Any teacher who would approach a ranking in that manner should not be teaching. Any result can be used by a good teacher to motivate and inspire kids to keep moving forward. Any result can be used as a source of pride in their accomplishment and joy in the journey. Competition is not the culprit here...a teacher's inability to parse the result for what it was is the culprit. I'd be devastated to hear a teacher take that tact, but competition in and of itself is not the problem.

...I marched in a drum and bugle corps that, in one particular year, was in the Top 12 for the ENTIRE season until Semi-Finals. Then, 8 people in Green shirts decided to take away our last performance. Let me tell ya - THAT was a tough pill to swallow. I felt like a failure - and I'm still bitter about it.

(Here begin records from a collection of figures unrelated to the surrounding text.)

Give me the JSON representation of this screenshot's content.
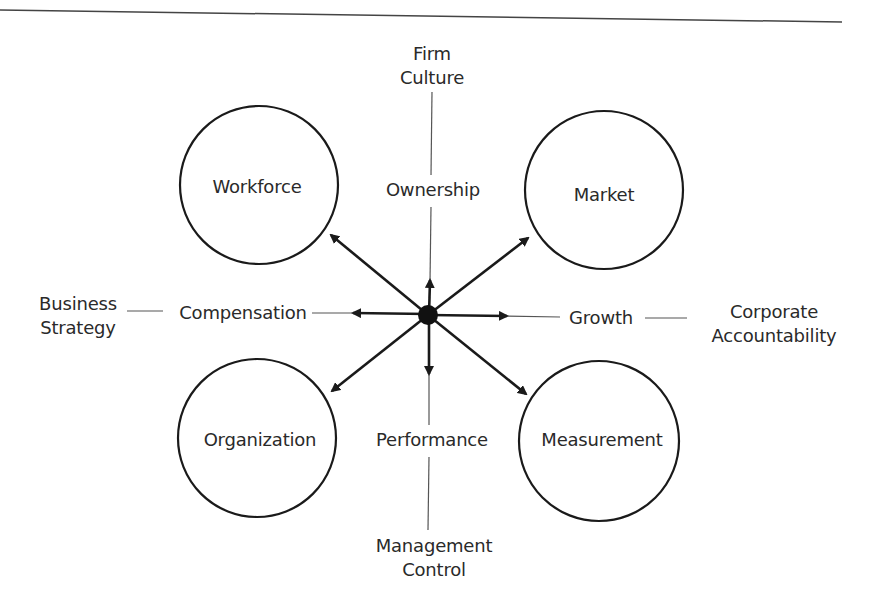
{
  "diagram": {
    "type": "radial-framework",
    "center_hub": {
      "label": "",
      "x": 428,
      "y": 315
    },
    "circles": [
      {
        "id": "workforce",
        "label": "Workforce",
        "cx": 259,
        "cy": 185,
        "r": 79
      },
      {
        "id": "market",
        "label": "Market",
        "cx": 604,
        "cy": 190,
        "r": 79
      },
      {
        "id": "organization",
        "label": "Organization",
        "cx": 257,
        "cy": 438,
        "r": 79
      },
      {
        "id": "measurement",
        "label": "Measurement",
        "cx": 599,
        "cy": 441,
        "r": 80
      }
    ],
    "axis_labels": {
      "up": "Ownership",
      "down": "Performance",
      "left": "Compensation",
      "right": "Growth"
    },
    "outer_labels": {
      "top": [
        "Firm",
        "Culture"
      ],
      "bottom": [
        "Management",
        "Control"
      ],
      "left": [
        "Business",
        "Strategy"
      ],
      "right": [
        "Corporate",
        "Accountability"
      ]
    },
    "arrows": [
      {
        "dir": "up",
        "to": "Ownership"
      },
      {
        "dir": "down",
        "to": "Performance"
      },
      {
        "dir": "left",
        "to": "Compensation"
      },
      {
        "dir": "right",
        "to": "Growth"
      },
      {
        "dir": "up-left",
        "to": "Workforce"
      },
      {
        "dir": "up-right",
        "to": "Market"
      },
      {
        "dir": "down-left",
        "to": "Organization"
      },
      {
        "dir": "down-right",
        "to": "Measurement"
      }
    ],
    "colors": {
      "stroke": "#1a1a1a",
      "text": "#2a2a2a",
      "thin_line": "#555555"
    }
  }
}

You shouldn't be bitter about it. You had a great corps in 2003 and I know your director would have reminded the kids of the accomplishment of the entire season. The reason I bring that up is judges just don't decide to "take away" a corps' last performance. Although the corps that knocked out your corps from Finals only did so by .15, they had finished higher (by small margins) in Allentown, Columbia and El Paso prior to Semifinals. But that last margin was close enough that things could have gone either way, and being in or out of Finals (a very competitive year in 2003) should not dictate how you feel the rest of your life about that season. There is so much more to the joy of being in a drum corps.

Success should NEVER be measured by the number or rating that a judge puts on a sheet, or by if so-and-so makes this Honor Band and that Honor Band. That's not what music education should be about.

Exactly.

Believe me, I am just as competitive as the next guy is, but you should NEVER advertise "competition" to your kids- I HATE, HATE, HATE, HATE, HATE, HATE that word. It makes a lot of kids uneasy, and it doesn't promote good sportsmanship.

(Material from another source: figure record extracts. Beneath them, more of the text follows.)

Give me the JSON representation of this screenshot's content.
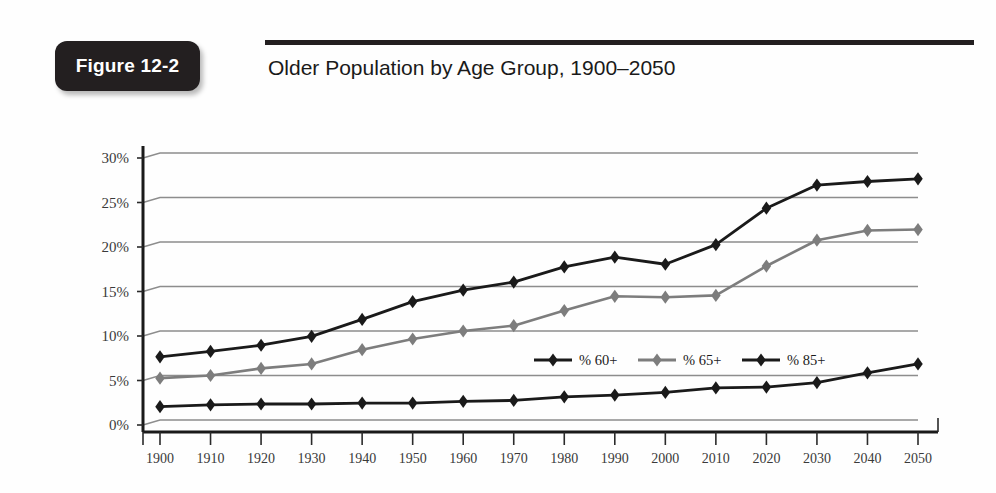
{
  "figure": {
    "badge_label": "Figure 12-2",
    "title": "Older Population by Age Group, 1900–2050"
  },
  "colors": {
    "badge_background": "#231f20",
    "badge_text": "#ffffff",
    "rule": "#231f20",
    "gridline": "#8d8d8d",
    "axis": "#1a1a1a",
    "series_60plus": "#1a1a1a",
    "series_65plus": "#7d7d7d",
    "series_85plus": "#1a1a1a",
    "page_background": "#fefefe"
  },
  "chart_data": {
    "type": "line",
    "title": "Older Population by Age Group, 1900–2050",
    "xlabel": "",
    "ylabel": "",
    "ylim": [
      0,
      30
    ],
    "ytick_labels": [
      "0%",
      "5%",
      "10%",
      "15%",
      "20%",
      "25%",
      "30%"
    ],
    "ytick_values": [
      0,
      5,
      10,
      15,
      20,
      25,
      30
    ],
    "grid": true,
    "grid_axis": "y",
    "legend_position": "center-right-inside",
    "x": [
      1900,
      1910,
      1920,
      1930,
      1940,
      1950,
      1960,
      1970,
      1980,
      1990,
      2000,
      2010,
      2020,
      2030,
      2040,
      2050
    ],
    "xtick_labels": [
      "1900",
      "1910",
      "1920",
      "1930",
      "1940",
      "1950",
      "1960",
      "1970",
      "1980",
      "1990",
      "2000",
      "2010",
      "2020",
      "2030",
      "2040",
      "2050"
    ],
    "series": [
      {
        "name": "% 60+",
        "color": "#1a1a1a",
        "marker": "diamond",
        "values": [
          7.1,
          7.7,
          8.4,
          9.4,
          11.3,
          13.3,
          14.6,
          15.5,
          17.2,
          18.3,
          17.5,
          19.7,
          23.8,
          26.4,
          26.8,
          27.1
        ]
      },
      {
        "name": "% 65+",
        "color": "#7d7d7d",
        "marker": "diamond",
        "values": [
          4.7,
          5.0,
          5.8,
          6.3,
          7.9,
          9.1,
          10.0,
          10.6,
          12.3,
          13.9,
          13.8,
          14.0,
          17.3,
          20.2,
          21.3,
          21.4
        ]
      },
      {
        "name": "% 85+",
        "color": "#1a1a1a",
        "marker": "diamond",
        "values": [
          1.5,
          1.7,
          1.8,
          1.8,
          1.9,
          1.9,
          2.1,
          2.2,
          2.6,
          2.8,
          3.1,
          3.6,
          3.7,
          4.2,
          5.3,
          6.3
        ]
      }
    ]
  }
}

Perhaps not advertise it as a major reason for being there, but if a group competes, then competition has to be addressed. It's up to the director to keep things "real" and put competition in perspective.

When the word "competition" is used, kids start to believe that if they aren't happy with the number or the place they get, they are failures. When a kid is so proud of all that he or she has done while being in a marching band or drum corps, and judges decide that that band is the 13th best when 12 bands make Finals, or when the kid's band gets last place, how do you think that kid feels?

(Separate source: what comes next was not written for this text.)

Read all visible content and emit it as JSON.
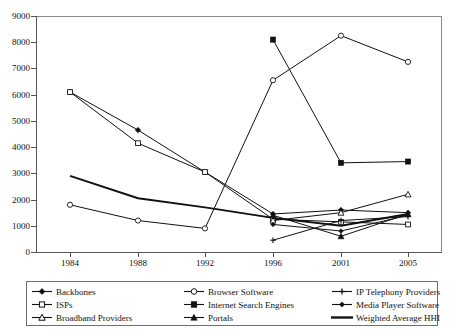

They SHOULD feel that they are in an elite league and were good enough, had worked hard enough, were viable enough that given any number of other circumstances, they could have been in Finals. But someone has to be in and someone has to be out. That's the story of life. And life moves on. If they made Finals and another group didn't, their kids should be taught the same. In life, we win and we lose and it's how we choose to address those ups and downs that makes us stronger and better able to face the realities of life's challenges. I've been on both sides of the fence and expect to be so the rest of my life. Life is a competition to just get by from day to day at times. While we aren't failures if someone else gets what we wanted, they aren't failures if we get it instead. We must remember that competition is what it is...a yardstick to measure our performance compared with the best out there.

I will say this - I think competition is fine in the drum corps arena - we've been used to it for so long, and it has to happen (from auditions, to getting a spot vs. being an alternate, to competitions themselves).

Competition is a difficult thing to talk about with kids, but I do believe that it can be done. Every effort should be made to ensure that you and your kids will be competitive. However, as a music teacher, if the ultimate goal for you is for your kids to do well competitively, or if you and/or your kids think they are unsuccessful because they don't do well competitively, something has gone wrong.

The ultimate goal of competition IS to do well competitively. If by having the goal to do well competitively is what inspires a director to push his/her kids towards greatness in musical accomplishment, that is not a bad thing. If nothing else but placement matters and the whole educational experience of how the students have improved their musicianship/teamwork and team spirit/love of the adventure doesn't matter, then that teacher has lost sight of what competition is and should be. I agree with you that it can be done. And that separates the good teachers from the bad ones.

And along the way, things do go wrong. But that's a problem with the teacher, not with the concept of competition...something that pushes us to achieve our potential and look for ways that we can constantly improve ourselves.